Celebrate, plan, and be inspired: GO’s 2026 Pride Issue is out now, full of features on queer travel, sports, music and culture, grab a free copy at queer-friendly venues or read it online to map your summer of Pride and discover the people shaping it.

Essential Takeaways

  • What's inside: A full Pride issue with features on Jade LeMac, Saniya Rivers, 100 Women We Love, travel pieces and cultural reporting.
  • Where to get it: Free print copies at queer and queer-friendly venues across NYC and beyond, plus a complete digital edition online.
  • Local to global: Coverage ranges from NYC’s LGBT Center and NYC Pride planning to queer guides for Seattle and a Marseille travel story.
  • Practical picks: Event round-ups include top womxn’s celebrations, tournaments, and queer nightlife choices, easy to plan from.
  • Tone and value: Lively, celebratory and useful, great for readers who want ideas, profiles and real community resources.

A cover that stops you in your tracks , and a singer who drives the issue

GO’s 2026 Pride cover stars singer-songwriter Jade LeMac, and it sets the mood: bold, intimate and unmissable. The photo has a warm, personal feel that signals this issue isn’t just a roundup of parties, it’s built on people. Readers who enjoy a strong portrait and a great interview will find the LeMac feature one of the strongest pulls.

The magazine balances celebrity and community reporting, so you get star profiles alongside grassroots reporting. For anyone planning Pride weekends, those human stories make events feel worth travelling for. If you’re choosing which article to read first, pick LeMac and then flip to the 100 Women We Love list for an instant mood boost.

The 100 Women We Love list , a who’s who for the season

GO’s annual 100 Women We Love returns as a highlight reel of queer talent, from athletes like WNBA star Saniya Rivers to creators and activists. It’s an energising way to catch up with names you should know this year.

This kind of curated list works as both inspiration and practical discovery: bookmark people you want to follow, or check which interview promises deeper context. If you’re making a Pride reading list, the 100-woman feature is the perfect backbone.

Pride planning made simple , events, travel and where to be

The issue’s “Just GO! 16 of Our Absolute Faves” serves as a mini planner with events like Re-United: NYC Pride’s womxn’s event, Pa’Ella camping, LezVolley on Fire Island and more. It’s a tight, practical guide for people choosing between busy Pride calendars.

For those travelling, the Marseille travel piece is a charming road-trip dispatch that blends scenery, food and queer discovery. Meanwhile, the Seattle guide and coverage of local festivals give readers concrete ideas if they want a West Coast Pride. Pair GO’s round-up with official event pages for times and ticket info.

Community anchors , why organisations and spaces still matter

Longform pieces on New York’s LGBT Center and the changing face of NYC Pride remind readers that Pride is more than parties, it’s services, history and organisers doing heavy lifting. The Centre’s decades of work and sheer scale of services underscore why local institutions are central to queer life.

Reporting like this is practical: it highlights where to find help, volunteer opportunities or community events beyond the parade. If you want Pride with purpose, those pages point you to meaningful ways to participate.

Small pleasures and useful columnists , culture, cocktails and advice

The issue mixes weightier features with lighter, usable material: a Pride cocktail recipe, a billiards club profile, a queer girls’ guide to Seattle and the advice column Ask Dirty Lola. These pieces are fun, practical and the kind of short reads you’ll actually use when planning a weekend.

They also make the magazine approachable, one minute you’re reading a profile of an organiser, the next you’re learning to make a Berry Proud Margarita. If you prefer a magazine that’s both joyful and actionable, GO’s pacing hits that sweet spot.

It's a small change that can make your Pride plans richer and more connected.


* Task description
Leave the pictures out, and repeat exactly every line from the one with "What data populates" through the end of the data below.
:: Provided data
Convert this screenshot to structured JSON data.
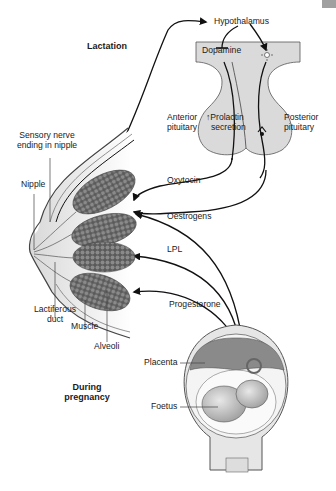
{
  "titles": {
    "lactation": "Lactation",
    "pregnancy_line1": "During",
    "pregnancy_line2": "pregnancy"
  },
  "brain": {
    "hypothalamus": "Hypothalamus",
    "dopamine": "Dopamine",
    "anterior_line1": "Anterior",
    "anterior_line2": "pituitary",
    "posterior_line1": "Posterior",
    "posterior_line2": "pituitary",
    "prolactin_line1": "↑Prolactin",
    "prolactin_line2": "secretion"
  },
  "breast": {
    "sensory_line1": "Sensory nerve",
    "sensory_line2": "ending in nipple",
    "nipple": "Nipple",
    "duct_line1": "Lactiferous",
    "duct_line2": "duct",
    "muscle": "Muscle",
    "alveoli": "Alveoli"
  },
  "hormones": {
    "oxytocin": "Oxytocin",
    "oestrogens": "Oestrogens",
    "lpl": "LPL",
    "progesterone": "Progesterone"
  },
  "uterus": {
    "placenta": "Placenta",
    "foetus": "Foetus"
  },
  "colors": {
    "pituitary_fill": "#d9d9d9",
    "alveoli_fill": "#6e6e6e",
    "line": "#111111"
  }
}
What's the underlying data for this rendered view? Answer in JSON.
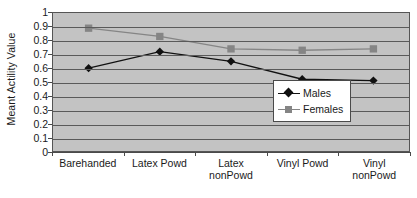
{
  "chart_data": {
    "type": "line",
    "title": "",
    "xlabel": "",
    "ylabel": "Meant Actility Value",
    "categories": [
      "Barehanded",
      "Latex Powd",
      "Latex nonPowd",
      "Vinyl Powd",
      "Vinyl nonPowd"
    ],
    "category_lines": [
      [
        "Barehanded"
      ],
      [
        "Latex Powd"
      ],
      [
        "Latex",
        "nonPowd"
      ],
      [
        "Vinyl Powd"
      ],
      [
        "Vinyl nonPowd"
      ]
    ],
    "series": [
      {
        "name": "Males",
        "marker": "diamond",
        "color": "#111111",
        "values": [
          0.6,
          0.72,
          0.65,
          0.52,
          0.51
        ]
      },
      {
        "name": "Females",
        "marker": "square",
        "color": "#858585",
        "values": [
          0.89,
          0.83,
          0.74,
          0.73,
          0.74
        ]
      }
    ],
    "ylim": [
      0,
      1
    ],
    "ytick_labels": [
      "1",
      "0.9",
      "0.8",
      "0.7",
      "0.6",
      "0.5",
      "0.4",
      "0.3",
      "0.2",
      "0.1",
      "0"
    ],
    "ytick_values": [
      1,
      0.9,
      0.8,
      0.7,
      0.6,
      0.5,
      0.4,
      0.3,
      0.2,
      0.1,
      0
    ],
    "grid": true,
    "legend_position": "lower-right-inside",
    "plot_background": "#c3c3c3",
    "gridline_color": "#5a5a5a",
    "axis_color": "#4a4a4a"
  }
}
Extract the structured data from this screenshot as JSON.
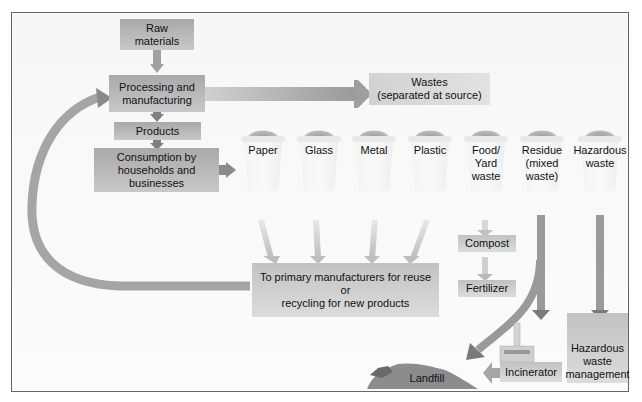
{
  "diagram": {
    "nodes": {
      "raw_materials": "Raw\nmaterials",
      "processing": "Processing and\nmanufacturing",
      "products": "Products",
      "consumption": "Consumption by\nhouseholds and\nbusinesses",
      "wastes": "Wastes\n(separated at source)",
      "recycling": "To primary manufacturers for reuse\nor\nrecycling for new products",
      "compost": "Compost",
      "fertilizer": "Fertilizer",
      "landfill": "Landfill",
      "incinerator": "Incinerator",
      "hazardous_mgmt": "Hazardous\nwaste\nmanagement"
    },
    "bins": [
      {
        "label": "Paper"
      },
      {
        "label": "Glass"
      },
      {
        "label": "Metal"
      },
      {
        "label": "Plastic"
      },
      {
        "label": "Food/\nYard\nwaste"
      },
      {
        "label": "Residue\n(mixed\nwaste)"
      },
      {
        "label": "Hazardous\nwaste"
      }
    ],
    "colors": {
      "box_dark": "#a9a9a9",
      "arrow_dark": "#7a7a7a",
      "arrow_light": "#c8c8c8",
      "border": "#666666"
    }
  }
}
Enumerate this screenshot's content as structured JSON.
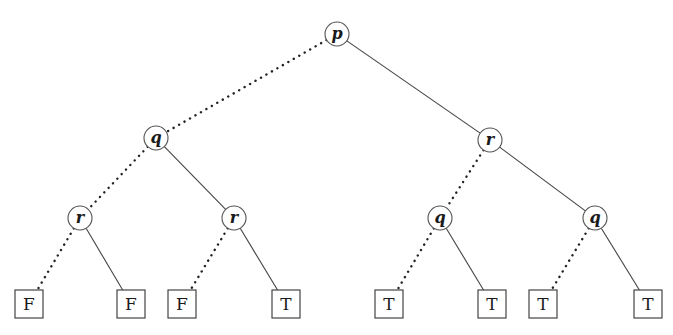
{
  "diagram": {
    "type": "binary-decision-tree",
    "legend_note": "dotted edge = false branch, solid edge = true branch",
    "nodes": [
      {
        "id": "n0",
        "label": "p",
        "x": 337,
        "y": 34
      },
      {
        "id": "n1",
        "label": "q",
        "x": 156,
        "y": 138
      },
      {
        "id": "n2",
        "label": "r",
        "x": 490,
        "y": 140
      },
      {
        "id": "n3",
        "label": "r",
        "x": 80,
        "y": 218
      },
      {
        "id": "n4",
        "label": "r",
        "x": 234,
        "y": 218
      },
      {
        "id": "n5",
        "label": "q",
        "x": 440,
        "y": 218
      },
      {
        "id": "n6",
        "label": "q",
        "x": 595,
        "y": 218
      }
    ],
    "leaves": [
      {
        "id": "l0",
        "label": "F",
        "x": 29,
        "y": 304
      },
      {
        "id": "l1",
        "label": "F",
        "x": 131,
        "y": 304
      },
      {
        "id": "l2",
        "label": "F",
        "x": 182,
        "y": 304
      },
      {
        "id": "l3",
        "label": "T",
        "x": 286,
        "y": 304
      },
      {
        "id": "l4",
        "label": "T",
        "x": 389,
        "y": 304
      },
      {
        "id": "l5",
        "label": "T",
        "x": 492,
        "y": 304
      },
      {
        "id": "l6",
        "label": "T",
        "x": 543,
        "y": 304
      },
      {
        "id": "l7",
        "label": "T",
        "x": 648,
        "y": 304
      }
    ],
    "edges": [
      {
        "from": "n0",
        "to": "n1",
        "style": "dotted"
      },
      {
        "from": "n0",
        "to": "n2",
        "style": "solid"
      },
      {
        "from": "n1",
        "to": "n3",
        "style": "dotted"
      },
      {
        "from": "n1",
        "to": "n4",
        "style": "solid"
      },
      {
        "from": "n2",
        "to": "n5",
        "style": "dotted"
      },
      {
        "from": "n2",
        "to": "n6",
        "style": "solid"
      },
      {
        "from": "n3",
        "to": "l0",
        "style": "dotted"
      },
      {
        "from": "n3",
        "to": "l1",
        "style": "solid"
      },
      {
        "from": "n4",
        "to": "l2",
        "style": "dotted"
      },
      {
        "from": "n4",
        "to": "l3",
        "style": "solid"
      },
      {
        "from": "n5",
        "to": "l4",
        "style": "dotted"
      },
      {
        "from": "n5",
        "to": "l5",
        "style": "solid"
      },
      {
        "from": "n6",
        "to": "l6",
        "style": "dotted"
      },
      {
        "from": "n6",
        "to": "l7",
        "style": "solid"
      }
    ]
  }
}
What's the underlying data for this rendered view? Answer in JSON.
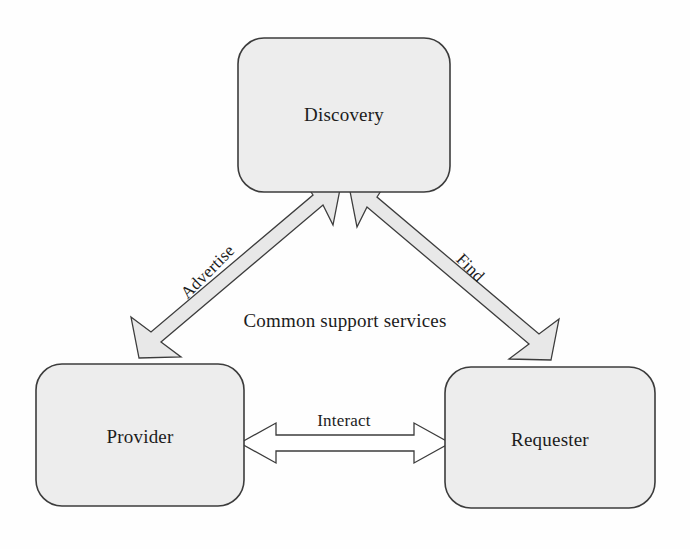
{
  "diagram": {
    "background_color": "#fefefe",
    "node_fill": "#ededed",
    "node_stroke": "#3c3c3c",
    "arrow_fill_diagonal": "#e6e6e6",
    "arrow_fill_horizontal": "#ffffff",
    "arrow_stroke": "#3c3c3c",
    "text_color": "#1c1c1c",
    "nodes": [
      {
        "id": "discovery",
        "label": "Discovery",
        "x": 238,
        "y": 38,
        "w": 212,
        "h": 154,
        "r": 26
      },
      {
        "id": "provider",
        "label": "Provider",
        "x": 36,
        "y": 364,
        "w": 208,
        "h": 142,
        "r": 26
      },
      {
        "id": "requester",
        "label": "Requester",
        "x": 445,
        "y": 367,
        "w": 210,
        "h": 141,
        "r": 26
      }
    ],
    "edges": [
      {
        "id": "advertise",
        "label": "Advertise",
        "from": "provider",
        "to": "discovery",
        "direction": "bidirectional",
        "style": "filled-gray"
      },
      {
        "id": "find",
        "label": "Find",
        "from": "requester",
        "to": "discovery",
        "direction": "bidirectional",
        "style": "filled-gray"
      },
      {
        "id": "interact",
        "label": "Interact",
        "from": "provider",
        "to": "requester",
        "direction": "bidirectional",
        "style": "outline-white"
      }
    ],
    "annotations": [
      {
        "id": "common-support",
        "text": "Common support services"
      }
    ]
  }
}
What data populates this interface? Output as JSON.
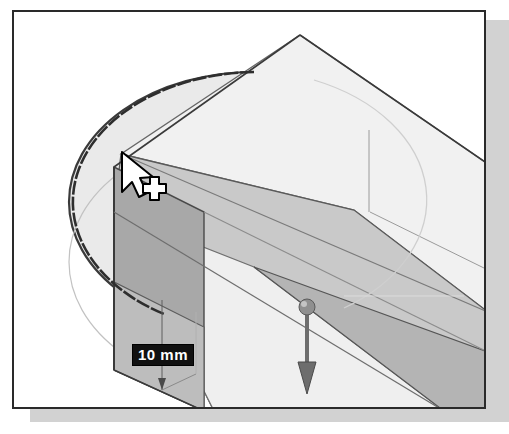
{
  "application": {
    "name": "3D CAD modeler viewport",
    "operation": "extrude-preview"
  },
  "viewport": {
    "background_color": "#ffffff",
    "frame_color": "#2a2a2a",
    "shadow_color": "#d2d2d2"
  },
  "model": {
    "sketch_shape": "ellipse",
    "solid_shape": "rectangular-block",
    "ellipse_fill": "#eaeaea",
    "ellipse_stroke": "#3a3a3a",
    "face_top": "#c9c9c9",
    "face_front": "#a8a8a8",
    "face_light": "#f0f0f0",
    "face_mid": "#dcdcdc",
    "edge_color": "#555555"
  },
  "dimension": {
    "value": "10 mm",
    "text_color": "#ffffff",
    "background_color": "#111111",
    "leader_color": "#555555"
  },
  "manipulator": {
    "type": "drag-arrow",
    "direction": "down",
    "handle": "sphere-grip",
    "color": "#6d6d6d"
  },
  "cursor": {
    "type": "arrow-with-crosshair",
    "fill": "#ffffff",
    "stroke": "#000000"
  }
}
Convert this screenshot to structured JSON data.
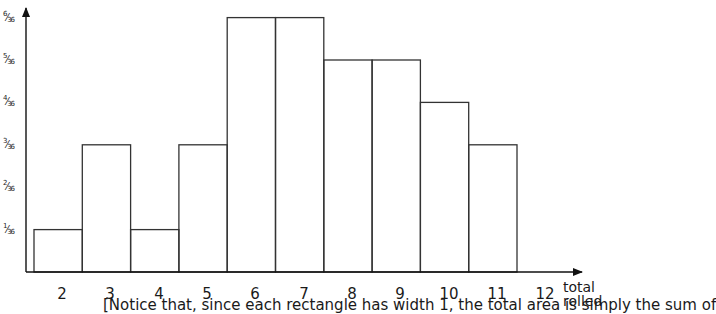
::::
* Exercise result
What data populates this interface? Output as JSON.
{
  "application": {
    "name": "3D CAD modeler viewport",
    "operation": "extrude-preview"
  },
  "viewport": {
    "background_color": "#ffffff",
    "frame_color": "#2a2a2a",
    "shadow_color": "#d2d2d2"
  },
  "model": {
    "sketch_shape": "ellipse",
    "solid_shape": "rectangular-block",
    "ellipse_fill": "#eaeaea",
    "ellipse_stroke": "#3a3a3a",
    "face_top": "#c9c9c9",
    "face_front": "#a8a8a8",
    "face_light": "#f0f0f0",
    "face_mid": "#dcdcdc",
    "edge_color": "#555555"
  },
  "dimension": {
    "value": "10 mm",
    "text_color": "#ffffff",
    "background_color": "#111111",
    "leader_color": "#555555"
  },
  "manipulator": {
    "type": "drag-arrow",
    "direction": "down",
    "handle": "sphere-grip",
    "color": "#6d6d6d"
  },
  "cursor": {
    "type": "arrow-with-crosshair",
    "fill": "#ffffff",
    "stroke": "#000000"
  }
}
Convert this screenshot to structured JSON data.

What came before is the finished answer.